“Mother, you need to calm down.” I chased down the stairs after her, worrying for a moment that she might break her neck, she was going so fast.
She hit the landing at the bottom and wheeled on me, fury boiling over in her eyes, her hand raised, ready to strike.
“Calm down? Calm down? How dare you!” Her hand shook with rage, vibrating in the air.
“They were hungry, starving out in the rain. What was I supposed to do? They are people, mother!”
“They are runaway slaves. They are someone’s property, for God’s sake!” She gasped.
“I don’t sem them that way. I’m not some secesh like you.

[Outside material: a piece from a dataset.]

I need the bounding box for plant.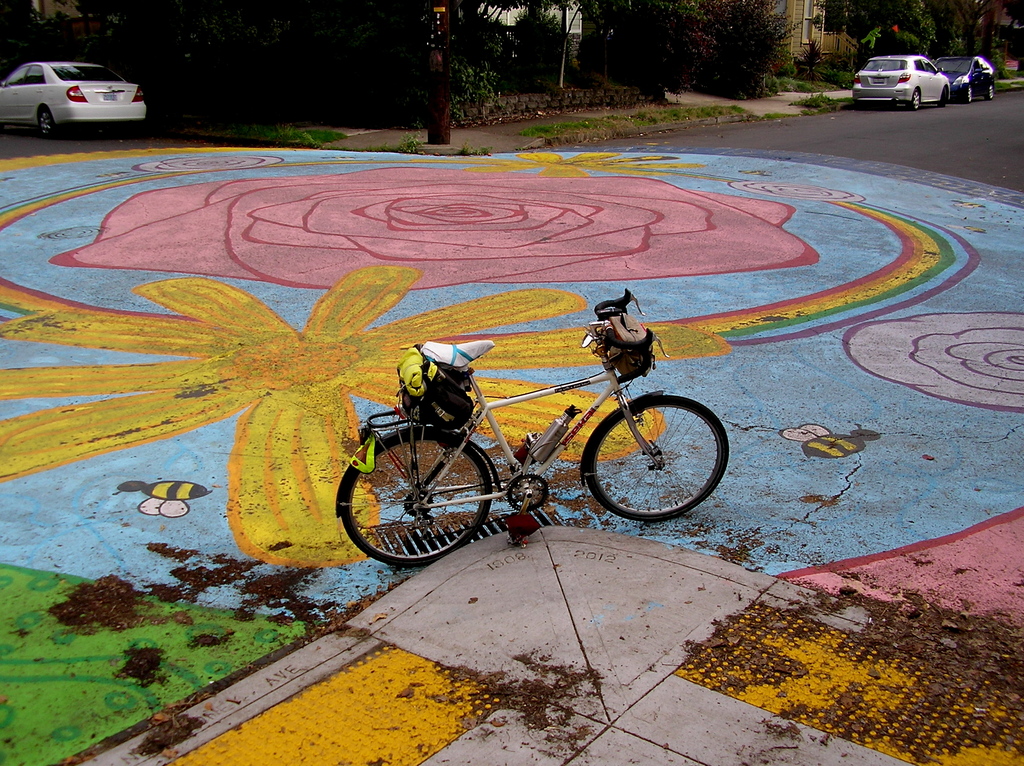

I don’t believe the same things that you and father -”
For that, she cut me off with a slap. “Don’t you invoke his. Not like that. Not using some filthy hypocritical colloquialism. Not while you’re betraying everything he built for us.”
I touched my cheek where she slapped me, I could fell a welt rising where her wedding ring had struck. “War is coming, mother, and change with it. You can’t stop it.”
“Perhaps not, but I can stop this madness. Either they’re gone by morning light…or you are.”
Memphis Note
Secesh is a word used during the Civil War for pro-Secessionists. Memphis, being captured early, was a flash point of conflict between those that had supported secession and those that hadn’t. This was not helped by the large number of freed slaves that migrated into the city for protection in the latter years of the war.